The drug resistance pattern of Salmonella spp to the majority of tested antimicrobials was lower than previous reports made on similar study in Addis Ababa, Ethiopia.7 This could be explained by the fact that isolates in previous studies were obtained from cockroach's trapped in hospital environments where rate of drug resistance bacteria is supposed to be higher and cockroaches may harbor such bacteria as they crawl in these areas. However, the MDR rate of salmonella species seen in this study was very high. Given that, the bacteria are truly pathogenic, the potential treat is high if these bacteria get access to susceptible host or community at large.

In this study, the observed MDR rate of E. coli was also very high. Though the bacteria is considered as normal flora of the gut it needs equal attention. Acquisition of plasmid through horizontal gene transfer mechanism can transduce the normal flora E. coli bacteria to virulent. Should these MDR seen was associated with plasmids, it might have the potential to transduce other susceptible E. coli strains which reside in the cockroaches.

Ampicillin resistant E.coli isolates, 33(94.3%), in the current study is comparable with 100% resistance rate reported in Addis Ababa.21 But, our finding is slightly higher compared with resistance rate of 77.4% in Brazil9 and 84.6% in Taiwan26 It is also observed here that 14.3% of E. coli were resistant for ciprofloxacin. This finding was higher compared with 4% ciprofloxacin resistance reported in Taiwan.27

Like any other studies, this study had its own limitations and should be interpreted with caution. Genotyping of the isolates to depict if there was multiplication and/or plasmid acquisition inside the gut of cockroaches was not done. As a result comparison of the genetic profile of MDR isolates to depict replication and/or horizontal gene transfer among isolated strains was hampered. Extended spectrum beta lactamase (ESBL) production of isolated E. coli was not done due to logistics constraints. Apart from these, we believe this study pointed out valuable findings and perspectives for future studies.

Conclusion

A very high percentage of MDR bacteria was seen in this study. Majority of the bacteria tested were isolated from the gut of the cockroaches. Further study on genotyping of bacteria isolated from gut of cockroaches is recommended to depict the potential multiplication and acquisition of mobile genes in the gut of the cockroaches. Our data has indicated the possibility of considering cockroaches in future efforts dealing with drug resistance.

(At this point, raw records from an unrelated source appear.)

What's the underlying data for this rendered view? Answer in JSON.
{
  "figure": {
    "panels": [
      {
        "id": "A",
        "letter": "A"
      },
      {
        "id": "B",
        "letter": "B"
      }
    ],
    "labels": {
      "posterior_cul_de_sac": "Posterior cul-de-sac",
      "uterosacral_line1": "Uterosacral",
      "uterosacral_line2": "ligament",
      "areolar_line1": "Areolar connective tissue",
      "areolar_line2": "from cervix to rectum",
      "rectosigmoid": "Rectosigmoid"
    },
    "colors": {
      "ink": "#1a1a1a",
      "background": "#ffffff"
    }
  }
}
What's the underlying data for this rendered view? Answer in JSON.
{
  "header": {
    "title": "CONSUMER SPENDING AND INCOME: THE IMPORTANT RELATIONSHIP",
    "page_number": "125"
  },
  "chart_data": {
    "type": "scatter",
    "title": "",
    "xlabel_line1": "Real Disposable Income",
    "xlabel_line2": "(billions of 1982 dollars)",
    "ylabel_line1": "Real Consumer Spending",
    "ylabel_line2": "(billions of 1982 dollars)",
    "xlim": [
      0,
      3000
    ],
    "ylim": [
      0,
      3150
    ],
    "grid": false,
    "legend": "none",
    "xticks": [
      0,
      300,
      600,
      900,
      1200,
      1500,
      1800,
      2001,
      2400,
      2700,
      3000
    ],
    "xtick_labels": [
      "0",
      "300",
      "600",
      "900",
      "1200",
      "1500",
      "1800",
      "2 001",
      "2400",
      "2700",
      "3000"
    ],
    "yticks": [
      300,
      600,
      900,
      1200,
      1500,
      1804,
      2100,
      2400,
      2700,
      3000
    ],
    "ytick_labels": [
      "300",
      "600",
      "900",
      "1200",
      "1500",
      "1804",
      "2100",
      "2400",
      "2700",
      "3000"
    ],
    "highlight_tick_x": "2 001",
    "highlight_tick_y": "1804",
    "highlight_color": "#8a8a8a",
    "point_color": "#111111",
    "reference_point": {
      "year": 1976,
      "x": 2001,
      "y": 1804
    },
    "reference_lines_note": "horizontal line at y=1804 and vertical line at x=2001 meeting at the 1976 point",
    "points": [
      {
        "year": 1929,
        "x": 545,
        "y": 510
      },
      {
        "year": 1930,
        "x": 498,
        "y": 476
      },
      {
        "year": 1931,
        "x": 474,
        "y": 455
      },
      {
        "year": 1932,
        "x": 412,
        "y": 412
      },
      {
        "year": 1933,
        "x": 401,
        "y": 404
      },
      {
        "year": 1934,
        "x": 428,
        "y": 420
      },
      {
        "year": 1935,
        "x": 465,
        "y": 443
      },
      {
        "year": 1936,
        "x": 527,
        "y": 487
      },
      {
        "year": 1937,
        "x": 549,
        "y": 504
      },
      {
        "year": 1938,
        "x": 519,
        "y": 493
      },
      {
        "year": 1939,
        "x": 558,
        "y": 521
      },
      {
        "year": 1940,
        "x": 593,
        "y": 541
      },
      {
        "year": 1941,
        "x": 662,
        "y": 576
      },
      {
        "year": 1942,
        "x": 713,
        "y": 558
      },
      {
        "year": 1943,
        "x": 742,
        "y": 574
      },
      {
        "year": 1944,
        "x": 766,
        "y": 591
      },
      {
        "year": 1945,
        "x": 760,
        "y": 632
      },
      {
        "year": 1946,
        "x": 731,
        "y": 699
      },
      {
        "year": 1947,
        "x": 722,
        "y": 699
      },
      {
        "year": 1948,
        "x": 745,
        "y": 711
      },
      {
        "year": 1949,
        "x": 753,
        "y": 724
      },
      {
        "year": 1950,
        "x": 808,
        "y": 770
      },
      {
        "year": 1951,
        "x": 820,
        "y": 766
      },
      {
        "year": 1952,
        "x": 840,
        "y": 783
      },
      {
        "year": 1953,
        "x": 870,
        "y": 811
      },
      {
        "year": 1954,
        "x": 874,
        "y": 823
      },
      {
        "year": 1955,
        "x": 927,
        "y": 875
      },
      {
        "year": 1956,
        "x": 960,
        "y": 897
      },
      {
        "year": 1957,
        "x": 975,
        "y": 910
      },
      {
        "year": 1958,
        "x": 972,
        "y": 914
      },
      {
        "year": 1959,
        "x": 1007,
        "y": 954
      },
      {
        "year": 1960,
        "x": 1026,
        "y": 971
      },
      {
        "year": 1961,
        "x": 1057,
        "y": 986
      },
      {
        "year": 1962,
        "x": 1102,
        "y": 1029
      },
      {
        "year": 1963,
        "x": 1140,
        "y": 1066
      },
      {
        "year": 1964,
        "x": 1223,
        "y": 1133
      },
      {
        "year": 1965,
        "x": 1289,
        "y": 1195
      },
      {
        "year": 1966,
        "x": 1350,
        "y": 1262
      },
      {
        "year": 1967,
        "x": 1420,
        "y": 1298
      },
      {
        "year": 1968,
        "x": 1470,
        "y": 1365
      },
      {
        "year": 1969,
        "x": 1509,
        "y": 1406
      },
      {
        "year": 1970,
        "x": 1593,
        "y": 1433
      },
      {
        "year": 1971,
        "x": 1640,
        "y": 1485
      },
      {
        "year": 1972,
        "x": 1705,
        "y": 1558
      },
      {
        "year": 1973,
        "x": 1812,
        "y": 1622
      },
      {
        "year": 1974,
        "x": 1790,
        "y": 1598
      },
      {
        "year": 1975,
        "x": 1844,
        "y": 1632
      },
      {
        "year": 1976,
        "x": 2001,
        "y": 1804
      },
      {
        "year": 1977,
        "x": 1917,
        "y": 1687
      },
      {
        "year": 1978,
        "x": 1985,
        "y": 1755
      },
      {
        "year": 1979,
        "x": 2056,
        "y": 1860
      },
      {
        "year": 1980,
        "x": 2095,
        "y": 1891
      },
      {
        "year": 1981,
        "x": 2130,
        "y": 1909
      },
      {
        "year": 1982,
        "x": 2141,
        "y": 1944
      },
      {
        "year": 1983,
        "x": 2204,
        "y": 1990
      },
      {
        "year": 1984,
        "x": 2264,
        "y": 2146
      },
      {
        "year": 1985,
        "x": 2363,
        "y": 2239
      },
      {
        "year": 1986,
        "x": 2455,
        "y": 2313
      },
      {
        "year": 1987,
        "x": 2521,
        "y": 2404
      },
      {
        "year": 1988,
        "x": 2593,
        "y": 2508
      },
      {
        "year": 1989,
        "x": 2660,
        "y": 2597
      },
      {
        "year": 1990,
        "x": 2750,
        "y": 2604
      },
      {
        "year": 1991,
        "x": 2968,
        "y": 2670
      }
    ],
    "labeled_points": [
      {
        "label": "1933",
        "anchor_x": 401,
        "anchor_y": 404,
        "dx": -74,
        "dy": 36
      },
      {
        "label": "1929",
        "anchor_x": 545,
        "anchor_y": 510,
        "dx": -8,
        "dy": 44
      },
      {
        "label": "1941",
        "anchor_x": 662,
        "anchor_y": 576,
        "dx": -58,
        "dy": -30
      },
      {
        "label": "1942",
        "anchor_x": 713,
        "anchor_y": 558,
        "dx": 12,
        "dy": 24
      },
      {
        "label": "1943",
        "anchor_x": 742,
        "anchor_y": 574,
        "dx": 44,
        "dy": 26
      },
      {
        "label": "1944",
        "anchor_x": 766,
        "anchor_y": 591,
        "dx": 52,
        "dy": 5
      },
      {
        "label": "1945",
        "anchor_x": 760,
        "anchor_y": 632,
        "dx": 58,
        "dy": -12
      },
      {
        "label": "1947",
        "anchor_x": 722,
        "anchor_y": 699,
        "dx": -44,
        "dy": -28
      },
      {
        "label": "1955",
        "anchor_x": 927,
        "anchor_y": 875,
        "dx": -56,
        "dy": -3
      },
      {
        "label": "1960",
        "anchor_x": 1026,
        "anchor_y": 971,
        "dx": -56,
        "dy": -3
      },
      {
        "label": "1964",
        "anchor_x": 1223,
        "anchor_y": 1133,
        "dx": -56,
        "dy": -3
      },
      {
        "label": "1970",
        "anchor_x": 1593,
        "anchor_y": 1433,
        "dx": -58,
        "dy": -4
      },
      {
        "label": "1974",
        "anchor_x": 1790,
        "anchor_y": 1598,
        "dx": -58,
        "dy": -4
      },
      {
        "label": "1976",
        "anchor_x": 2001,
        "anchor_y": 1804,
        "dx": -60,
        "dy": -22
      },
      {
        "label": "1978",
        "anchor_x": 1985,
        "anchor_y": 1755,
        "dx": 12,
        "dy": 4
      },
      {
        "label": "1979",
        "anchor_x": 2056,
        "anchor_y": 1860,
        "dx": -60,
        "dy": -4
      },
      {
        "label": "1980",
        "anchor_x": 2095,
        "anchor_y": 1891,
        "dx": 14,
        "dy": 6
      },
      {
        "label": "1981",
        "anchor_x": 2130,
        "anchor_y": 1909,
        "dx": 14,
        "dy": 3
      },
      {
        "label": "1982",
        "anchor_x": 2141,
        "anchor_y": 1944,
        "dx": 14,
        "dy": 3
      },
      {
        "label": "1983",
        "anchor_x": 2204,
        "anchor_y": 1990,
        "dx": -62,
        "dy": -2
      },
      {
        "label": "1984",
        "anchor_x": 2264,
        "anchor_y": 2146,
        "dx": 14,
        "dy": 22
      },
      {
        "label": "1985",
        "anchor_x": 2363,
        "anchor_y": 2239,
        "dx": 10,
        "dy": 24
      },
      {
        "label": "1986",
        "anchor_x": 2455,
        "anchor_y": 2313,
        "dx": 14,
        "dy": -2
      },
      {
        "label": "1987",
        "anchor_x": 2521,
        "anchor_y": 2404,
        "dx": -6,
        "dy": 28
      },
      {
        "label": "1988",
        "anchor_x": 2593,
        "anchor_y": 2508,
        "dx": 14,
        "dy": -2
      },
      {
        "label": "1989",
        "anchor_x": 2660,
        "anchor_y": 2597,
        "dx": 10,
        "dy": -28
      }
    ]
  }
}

From public health point of view, it is important to control cockroaches foraging in public food and drinking establishments due to the potential risk of transmitting these MDR bacteria to susceptible host.

Acknowledgements

The authors are grateful to Jimma town municipality office, Jimma revenue bureau, owners and representatives of the restaurants and cafeterias for their cooperation. We also acknowledge Medical Laboratory Sciences and Pathology Department, Jimma University for allowing its laboratory facilities.

Funding

The study was supported by Jimma University, Ethiopia for laboratory facility and reagents.

Conflict of interest

We declare that there is no conflict of interest in relation with this paper.